The now-laundered and apparently legitimate money is reintroduced into the economy as ‘legal’ tender and reunited with the criminal during the integration stage. Techniques include investing in luxury items such as art, jewellery or expensive cars, and buying businesses or real estate.

AML best practices

Each of the three money laundering stages can be extremely complex, posing huge challenges for financial institutions as they work to spot and stop incidents.

Training is one crucial component in firms’ anti-money laundering defences – ensuring staff know what red flags to watch for, and that they follow sensible, robust processes.
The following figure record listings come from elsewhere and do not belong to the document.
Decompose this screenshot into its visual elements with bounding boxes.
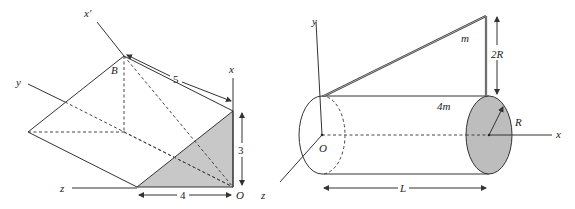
origin-label: O <box>319 142 327 154</box>
x-label: x <box>555 128 561 140</box>
prism-edges <box>28 56 233 132</box>
radius-label: R <box>514 116 522 128</box>
z-label: z <box>59 182 65 194</box>
point-b-label: B <box>111 64 118 76</box>
rod-height-label: 2R <box>491 48 504 60</box>
x-prime-axis <box>97 22 124 56</box>
cylinder-mass-label: 4m <box>437 100 451 112</box>
prism-diagram: x′ x y z B O 5 3 4 <box>15 7 244 201</box>
x-prime-label: x′ <box>83 7 92 19</box>
z-label: z <box>260 189 266 201</box>
dim-4-label: 4 <box>180 189 186 201</box>
shaded-triangle-face <box>137 111 233 187</box>
dim-3-label: 3 <box>238 144 244 156</box>
prism-bottom-edge <box>28 132 137 187</box>
rod-mass-label: m <box>461 32 469 44</box>
y-axis <box>28 84 65 102</box>
length-label: L <box>399 182 406 194</box>
x-label: x <box>228 63 234 75</box>
y-axis <box>316 22 322 135</box>
cylinder-diagram: y x z O m 4m 2R R L <box>260 15 561 201</box>
cylinder-left-end-front <box>299 96 322 174</box>
y-label: y <box>15 76 21 88</box>
dim-5-arrow-left <box>127 55 170 76</box>
z-axis <box>280 135 322 182</box>
dim-5-label: 5 <box>173 73 179 85</box>
figure-canvas: x′ x y z B O 5 3 4 <box>0 0 575 209</box>
y-label: y <box>311 15 317 27</box>
origin-label: O <box>236 189 244 201</box>
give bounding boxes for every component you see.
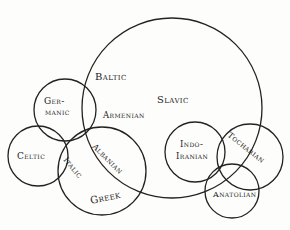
language-family-diagram: Baltic Slavic Ger- manic Armenian Celtic…: [0, 0, 290, 230]
label-anatolian: Anatolian: [212, 190, 257, 199]
label-germanic-line2: manic: [45, 107, 70, 117]
label-greek: Greek: [89, 189, 122, 206]
tocharian-circle: [217, 124, 283, 190]
label-indo-iranian-line1: Indo-: [180, 139, 203, 149]
label-indo-iranian-line2: Iranian: [176, 151, 208, 161]
label-armenian: Armenian: [102, 110, 145, 120]
label-baltic: Baltic: [95, 71, 127, 82]
label-germanic-line1: Ger-: [44, 96, 65, 106]
label-italic: Italic: [61, 156, 84, 181]
label-slavic: Slavic: [157, 94, 189, 105]
label-celtic: Celtic: [17, 151, 45, 161]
Another is a sophisticated, multi-jurisdictional AML infrastructure that delivers automated, real-time visibility and control at every stage of the customer lifecycle.

Effective AML programmes start with client onboarding. Using automated risk profiling helps firms build up a risk-based picture of prospective clients. Advanced beneficial owner screening that can handle complex, multi-level ownership structures is essential to determine and verify customer and beneficial ownership identities. Source of funds/wealth checks add another layer of screening protection.

But AML doesn’t stop with onboarding; ongoing client due diligence is just as important. Periodic checks of client profiles and documentation, along with continued screening and risk profiling are vital. Real-time suspicious activity monitoring can help spot AML risks, create automated alerts of suspicious activity/behaviours, and block accounts or transactions when suspicious events occur.

Money laundering is a growing, multinational blight, one that employs increasingly sophisticated tactics to achieve its goals. Financial institutions need matching preventative capabilities if they are to fulfil their responsibilities as front-line guardians of the international financial system. That requires AML systems and processes that are truly up to the job.

 

ABOUT DEEP POOL
Deep Pool is the #1 investor servicing and compliance solutions supplier, providing cutting-edge software and consulting services to the world’s leading fund administrators and asset managers. Our flexible solution suite, developed by an experienced team of accountants, business analysts and software engineers, supports offshore and onshore hedge funds, partnerships, private equity vehicles, retail funds and regulated financial firms. Deep Pool is a global organisation with offices in Dublin, Ireland, the United States, the Cayman Islands and Slovakia. For more information, visit: www.deep-pool.com.

 

John Leahy
John has been with the Deep Pool Group since 2012. He drives product development, vision, strategy, and execution across a cross-functional team, serving 3 Fintech/Regtech products. John holds a Postgraduate Diploma in Product Management from Technological University Dublin.